Item No: #362493 Nobel Lecture By | Dr. Martin Luther King, Jr. | Aula of the University, | Oslo, Norway | December 11, 1964. Martin Luther King.
Nobel Lecture By | Dr. Martin Luther King, Jr. | Aula of the University, | Oslo, Norway | December 11, 1964

Suppressed First Printing

Nobel Lecture By | Dr. Martin Luther King, Jr. | Aula of the University, | Oslo, Norway | December 11, 1964

Notes: The previously unrecorded first printing of King's Nobel lecture, possibly printed with the intention of securing copyright in the United States or for distribution to the press ahead of King's speech. However, this copy, from the files of the civil rights leader's literary agent, has a handwritten notation "Do not send out incorrect © notice."

There are many small differences between this version and the edition published by Harper & Row in an edition of 2000 copies in 1965. In the first sentence of this edition, King thanks only the "Norwegian Parliament." In the regularly published version, he thanks the "Nobel Committee of the Norwegian Parliament." Later in the same sentence, "civil rights movement" is all lower case in this version, and in the regular version the first letter of each word is capitalized. On page 5 of this version, the word "retrogression" is printed incorrectly as "retrogress" and Fascist is not capitalized. There are other differences in capitalization, punctuation, and style (spelling out versus using numerals for numbers).

According to the copyright records for 1965, King's lecture was copyrighted in the US by the Nobel Foundation on December 11, 1964. The copyright on this version is "by Martin Luther King, Jr." It seems likely that this is the error referred to in the handwritten note. Apparently the person who commissioned this printing was not aware that the Nobel Prize Foundation typically obtained the copyright to the addresses given by the recipients.

Just a year after giving his "I Have a Dream" speech during the March on Washington, King's message here makes a case for racial equality, an end to poverty, and peace: "Mankind's survival is dependent upon man's ability to solve the problems of racial injustice, poverty and war."

16 pages (rather than 22 in the standard edition). 6-1/8 by 9-1/4 inches.

Not is Pyatt's MLK bibliography (see 0096 for the Harper & Row edition). Not on OCLC. OCLC (69110730) records what may be a press copy, on 8 leaves of A4 (or similar) paper.

Edition + Condition: First edition (suppressed printing). Old vertical fold, else near fine in self-wrappers.

Publication: New York City: The Hecla Press, 1964.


* **Your objective**: Please report every line of the listing below that has the word "each" in it.

* **Material for the task**:
-.-.-
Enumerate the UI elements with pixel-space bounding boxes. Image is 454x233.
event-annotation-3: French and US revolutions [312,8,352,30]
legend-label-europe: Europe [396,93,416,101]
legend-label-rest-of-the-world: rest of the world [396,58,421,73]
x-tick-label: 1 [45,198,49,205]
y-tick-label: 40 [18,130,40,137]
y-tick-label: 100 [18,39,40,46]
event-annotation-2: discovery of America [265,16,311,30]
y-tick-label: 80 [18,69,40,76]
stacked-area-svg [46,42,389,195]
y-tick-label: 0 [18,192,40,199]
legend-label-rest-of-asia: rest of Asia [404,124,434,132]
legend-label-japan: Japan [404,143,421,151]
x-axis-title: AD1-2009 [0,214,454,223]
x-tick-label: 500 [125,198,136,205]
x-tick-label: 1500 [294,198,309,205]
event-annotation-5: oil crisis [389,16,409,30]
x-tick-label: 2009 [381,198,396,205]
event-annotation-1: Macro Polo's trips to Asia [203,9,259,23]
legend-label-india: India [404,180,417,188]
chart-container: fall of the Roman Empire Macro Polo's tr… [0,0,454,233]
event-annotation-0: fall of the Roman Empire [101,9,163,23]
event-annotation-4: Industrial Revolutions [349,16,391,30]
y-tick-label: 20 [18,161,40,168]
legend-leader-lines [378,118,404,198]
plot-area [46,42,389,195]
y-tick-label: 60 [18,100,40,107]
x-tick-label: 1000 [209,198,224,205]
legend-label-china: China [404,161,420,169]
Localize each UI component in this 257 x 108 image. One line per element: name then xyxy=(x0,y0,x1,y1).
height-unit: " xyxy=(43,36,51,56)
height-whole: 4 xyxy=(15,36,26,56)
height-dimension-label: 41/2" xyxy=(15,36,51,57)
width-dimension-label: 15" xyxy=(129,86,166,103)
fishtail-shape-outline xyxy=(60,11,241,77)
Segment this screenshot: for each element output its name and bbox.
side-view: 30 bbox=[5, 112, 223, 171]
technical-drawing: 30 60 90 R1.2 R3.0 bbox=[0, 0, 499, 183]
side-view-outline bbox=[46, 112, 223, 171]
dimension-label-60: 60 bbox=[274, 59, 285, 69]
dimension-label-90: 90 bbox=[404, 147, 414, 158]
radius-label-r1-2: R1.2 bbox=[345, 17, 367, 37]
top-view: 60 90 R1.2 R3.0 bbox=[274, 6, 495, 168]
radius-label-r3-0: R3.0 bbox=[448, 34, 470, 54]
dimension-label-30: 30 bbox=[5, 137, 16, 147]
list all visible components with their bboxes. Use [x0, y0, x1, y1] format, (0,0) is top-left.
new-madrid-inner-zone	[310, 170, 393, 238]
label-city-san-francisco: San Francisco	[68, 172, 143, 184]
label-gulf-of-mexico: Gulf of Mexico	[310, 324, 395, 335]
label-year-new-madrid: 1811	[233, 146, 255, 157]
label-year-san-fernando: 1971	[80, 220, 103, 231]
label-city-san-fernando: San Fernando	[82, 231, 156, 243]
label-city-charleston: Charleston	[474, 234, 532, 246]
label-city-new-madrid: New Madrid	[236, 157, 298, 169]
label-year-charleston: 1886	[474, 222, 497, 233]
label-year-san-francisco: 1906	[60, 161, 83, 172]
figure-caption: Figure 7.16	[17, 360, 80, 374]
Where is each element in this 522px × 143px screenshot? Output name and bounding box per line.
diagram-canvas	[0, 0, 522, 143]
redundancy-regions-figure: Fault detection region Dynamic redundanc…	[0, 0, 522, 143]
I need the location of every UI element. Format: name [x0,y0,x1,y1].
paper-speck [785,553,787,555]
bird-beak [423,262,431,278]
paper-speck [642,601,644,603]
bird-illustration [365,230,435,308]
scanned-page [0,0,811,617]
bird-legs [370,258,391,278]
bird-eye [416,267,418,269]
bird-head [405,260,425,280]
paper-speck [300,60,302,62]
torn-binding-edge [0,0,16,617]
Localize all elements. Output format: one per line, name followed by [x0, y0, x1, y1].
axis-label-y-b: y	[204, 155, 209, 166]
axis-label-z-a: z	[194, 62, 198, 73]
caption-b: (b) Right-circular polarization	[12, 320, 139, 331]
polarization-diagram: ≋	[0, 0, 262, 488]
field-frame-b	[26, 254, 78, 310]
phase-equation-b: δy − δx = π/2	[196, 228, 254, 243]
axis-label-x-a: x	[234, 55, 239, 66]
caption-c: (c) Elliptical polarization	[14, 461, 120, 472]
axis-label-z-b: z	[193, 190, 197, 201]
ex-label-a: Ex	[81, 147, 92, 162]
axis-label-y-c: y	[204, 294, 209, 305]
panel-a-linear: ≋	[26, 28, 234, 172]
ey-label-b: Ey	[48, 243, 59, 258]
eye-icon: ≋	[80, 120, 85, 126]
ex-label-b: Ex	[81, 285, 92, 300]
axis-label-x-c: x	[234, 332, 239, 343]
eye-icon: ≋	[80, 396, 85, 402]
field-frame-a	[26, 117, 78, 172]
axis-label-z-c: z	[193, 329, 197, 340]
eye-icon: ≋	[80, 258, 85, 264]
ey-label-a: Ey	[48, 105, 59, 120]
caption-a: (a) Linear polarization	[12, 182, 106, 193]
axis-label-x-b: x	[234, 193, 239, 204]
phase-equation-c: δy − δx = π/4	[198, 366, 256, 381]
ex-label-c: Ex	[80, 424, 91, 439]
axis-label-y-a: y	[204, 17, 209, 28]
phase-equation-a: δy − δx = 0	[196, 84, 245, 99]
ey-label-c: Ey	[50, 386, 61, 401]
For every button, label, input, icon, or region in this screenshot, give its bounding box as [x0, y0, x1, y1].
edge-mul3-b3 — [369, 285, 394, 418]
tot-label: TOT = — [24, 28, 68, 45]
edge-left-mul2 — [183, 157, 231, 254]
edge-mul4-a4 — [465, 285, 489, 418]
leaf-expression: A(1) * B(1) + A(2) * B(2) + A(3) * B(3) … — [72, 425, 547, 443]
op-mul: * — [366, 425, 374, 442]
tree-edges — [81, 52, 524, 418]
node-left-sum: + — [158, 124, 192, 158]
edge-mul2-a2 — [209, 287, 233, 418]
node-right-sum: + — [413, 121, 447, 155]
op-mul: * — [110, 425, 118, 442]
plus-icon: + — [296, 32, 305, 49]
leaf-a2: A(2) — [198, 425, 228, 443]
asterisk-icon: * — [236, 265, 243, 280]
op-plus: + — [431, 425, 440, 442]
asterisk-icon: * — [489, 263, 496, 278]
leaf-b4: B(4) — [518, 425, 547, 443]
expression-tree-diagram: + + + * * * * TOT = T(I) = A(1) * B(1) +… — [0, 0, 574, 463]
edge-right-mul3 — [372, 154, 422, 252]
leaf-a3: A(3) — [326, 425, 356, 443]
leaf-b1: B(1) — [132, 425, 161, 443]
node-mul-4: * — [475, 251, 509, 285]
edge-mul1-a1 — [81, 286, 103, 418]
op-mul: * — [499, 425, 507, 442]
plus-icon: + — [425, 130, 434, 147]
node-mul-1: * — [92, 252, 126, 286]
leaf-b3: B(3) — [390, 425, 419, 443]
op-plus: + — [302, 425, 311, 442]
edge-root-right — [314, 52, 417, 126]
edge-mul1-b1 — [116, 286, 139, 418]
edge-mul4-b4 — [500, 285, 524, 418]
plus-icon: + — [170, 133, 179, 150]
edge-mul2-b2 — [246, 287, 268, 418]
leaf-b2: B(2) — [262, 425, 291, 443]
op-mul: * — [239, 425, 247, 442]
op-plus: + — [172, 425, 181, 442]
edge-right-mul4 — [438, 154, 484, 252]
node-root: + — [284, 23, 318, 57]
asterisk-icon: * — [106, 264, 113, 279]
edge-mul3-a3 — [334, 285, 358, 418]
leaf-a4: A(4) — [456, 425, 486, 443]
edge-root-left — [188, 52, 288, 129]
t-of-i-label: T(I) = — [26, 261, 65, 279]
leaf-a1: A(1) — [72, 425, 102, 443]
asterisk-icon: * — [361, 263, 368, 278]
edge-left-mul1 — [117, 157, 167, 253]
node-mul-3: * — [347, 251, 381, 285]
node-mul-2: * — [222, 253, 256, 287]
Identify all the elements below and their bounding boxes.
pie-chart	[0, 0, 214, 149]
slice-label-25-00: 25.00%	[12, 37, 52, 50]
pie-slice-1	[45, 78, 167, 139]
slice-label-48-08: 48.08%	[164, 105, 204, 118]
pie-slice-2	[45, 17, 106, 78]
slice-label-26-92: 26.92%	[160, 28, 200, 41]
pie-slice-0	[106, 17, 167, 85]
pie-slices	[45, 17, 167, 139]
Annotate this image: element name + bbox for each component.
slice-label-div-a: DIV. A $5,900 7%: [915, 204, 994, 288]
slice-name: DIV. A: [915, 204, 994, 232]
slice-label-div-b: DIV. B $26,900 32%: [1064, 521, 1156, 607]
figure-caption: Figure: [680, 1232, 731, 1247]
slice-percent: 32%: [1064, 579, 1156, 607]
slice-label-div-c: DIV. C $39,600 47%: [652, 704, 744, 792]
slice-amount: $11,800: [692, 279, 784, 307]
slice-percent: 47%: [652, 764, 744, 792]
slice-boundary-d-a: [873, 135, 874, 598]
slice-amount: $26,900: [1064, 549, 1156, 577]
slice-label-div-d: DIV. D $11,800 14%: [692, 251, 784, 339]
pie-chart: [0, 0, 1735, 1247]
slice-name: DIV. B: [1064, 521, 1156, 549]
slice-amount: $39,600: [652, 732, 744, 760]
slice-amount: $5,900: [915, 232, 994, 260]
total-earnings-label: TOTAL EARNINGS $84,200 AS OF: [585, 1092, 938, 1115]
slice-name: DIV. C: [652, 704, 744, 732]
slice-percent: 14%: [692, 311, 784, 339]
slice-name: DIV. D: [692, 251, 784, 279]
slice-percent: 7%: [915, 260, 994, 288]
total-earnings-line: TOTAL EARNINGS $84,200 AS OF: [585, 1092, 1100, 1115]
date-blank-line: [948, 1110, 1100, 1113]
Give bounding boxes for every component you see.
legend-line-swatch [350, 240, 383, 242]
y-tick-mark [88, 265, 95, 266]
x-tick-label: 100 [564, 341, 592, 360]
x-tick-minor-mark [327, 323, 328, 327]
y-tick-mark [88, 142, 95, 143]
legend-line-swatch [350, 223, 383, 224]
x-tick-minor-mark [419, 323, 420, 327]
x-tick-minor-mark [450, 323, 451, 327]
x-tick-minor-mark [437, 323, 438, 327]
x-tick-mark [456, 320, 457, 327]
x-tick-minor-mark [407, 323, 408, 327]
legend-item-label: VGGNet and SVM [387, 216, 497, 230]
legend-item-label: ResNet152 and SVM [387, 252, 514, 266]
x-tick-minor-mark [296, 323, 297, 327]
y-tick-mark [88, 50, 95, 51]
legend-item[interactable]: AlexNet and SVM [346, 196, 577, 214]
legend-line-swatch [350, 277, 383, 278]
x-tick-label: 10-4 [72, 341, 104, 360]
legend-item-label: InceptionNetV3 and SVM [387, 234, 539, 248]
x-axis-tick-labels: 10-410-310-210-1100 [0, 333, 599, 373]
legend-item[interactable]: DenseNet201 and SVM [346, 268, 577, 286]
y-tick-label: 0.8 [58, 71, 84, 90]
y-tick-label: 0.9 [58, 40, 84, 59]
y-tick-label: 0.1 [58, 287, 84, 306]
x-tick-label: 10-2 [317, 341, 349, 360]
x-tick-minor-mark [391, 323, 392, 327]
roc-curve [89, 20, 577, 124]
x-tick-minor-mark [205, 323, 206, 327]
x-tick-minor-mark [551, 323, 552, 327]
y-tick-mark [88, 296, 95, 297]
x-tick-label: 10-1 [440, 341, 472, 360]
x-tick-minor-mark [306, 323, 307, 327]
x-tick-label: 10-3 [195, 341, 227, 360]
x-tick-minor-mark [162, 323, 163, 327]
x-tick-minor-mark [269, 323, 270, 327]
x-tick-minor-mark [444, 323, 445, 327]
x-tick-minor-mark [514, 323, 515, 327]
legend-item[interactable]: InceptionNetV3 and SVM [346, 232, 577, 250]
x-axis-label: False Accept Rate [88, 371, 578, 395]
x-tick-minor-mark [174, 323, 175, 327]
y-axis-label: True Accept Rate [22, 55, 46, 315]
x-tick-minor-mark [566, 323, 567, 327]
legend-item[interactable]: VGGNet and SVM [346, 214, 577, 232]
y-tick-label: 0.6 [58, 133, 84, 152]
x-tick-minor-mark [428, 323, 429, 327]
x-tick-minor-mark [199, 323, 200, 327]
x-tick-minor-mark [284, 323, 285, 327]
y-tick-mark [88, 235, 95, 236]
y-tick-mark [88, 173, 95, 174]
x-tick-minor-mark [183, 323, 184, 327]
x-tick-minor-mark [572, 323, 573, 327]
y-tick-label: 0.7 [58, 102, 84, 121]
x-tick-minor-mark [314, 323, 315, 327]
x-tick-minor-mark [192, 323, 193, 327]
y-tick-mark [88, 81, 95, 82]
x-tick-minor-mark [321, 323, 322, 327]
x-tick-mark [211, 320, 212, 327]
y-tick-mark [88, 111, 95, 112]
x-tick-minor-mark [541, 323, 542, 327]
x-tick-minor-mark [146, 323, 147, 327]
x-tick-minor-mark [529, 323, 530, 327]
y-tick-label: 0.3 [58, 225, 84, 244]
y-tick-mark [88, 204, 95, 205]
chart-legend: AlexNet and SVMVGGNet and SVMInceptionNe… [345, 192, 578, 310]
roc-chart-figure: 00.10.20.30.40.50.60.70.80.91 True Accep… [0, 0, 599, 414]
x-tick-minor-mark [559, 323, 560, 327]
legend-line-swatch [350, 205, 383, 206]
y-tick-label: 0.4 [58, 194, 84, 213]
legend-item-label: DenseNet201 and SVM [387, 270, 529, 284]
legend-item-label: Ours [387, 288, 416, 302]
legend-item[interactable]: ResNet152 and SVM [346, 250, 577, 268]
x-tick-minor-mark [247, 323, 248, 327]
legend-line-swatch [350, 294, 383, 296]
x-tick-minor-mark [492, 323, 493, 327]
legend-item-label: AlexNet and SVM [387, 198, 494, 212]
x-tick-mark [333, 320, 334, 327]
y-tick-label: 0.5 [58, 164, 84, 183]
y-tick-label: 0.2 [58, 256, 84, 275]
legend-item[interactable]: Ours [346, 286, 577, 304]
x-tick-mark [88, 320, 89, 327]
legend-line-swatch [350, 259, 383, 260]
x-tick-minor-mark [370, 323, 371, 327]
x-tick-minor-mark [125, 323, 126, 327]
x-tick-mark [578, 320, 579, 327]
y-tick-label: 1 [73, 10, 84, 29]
-.-.-
* **Exercise answer**:
Localize each UI component in this 257 x 108 image. One line per element: name then xyxy=(x0,y0,x1,y1).
Segment this screenshot: for each element output its name and bbox.
Where is each element in this 522px × 143px screenshot? Output name and bounding box per line.
Annotate this image: element name + bbox for each component.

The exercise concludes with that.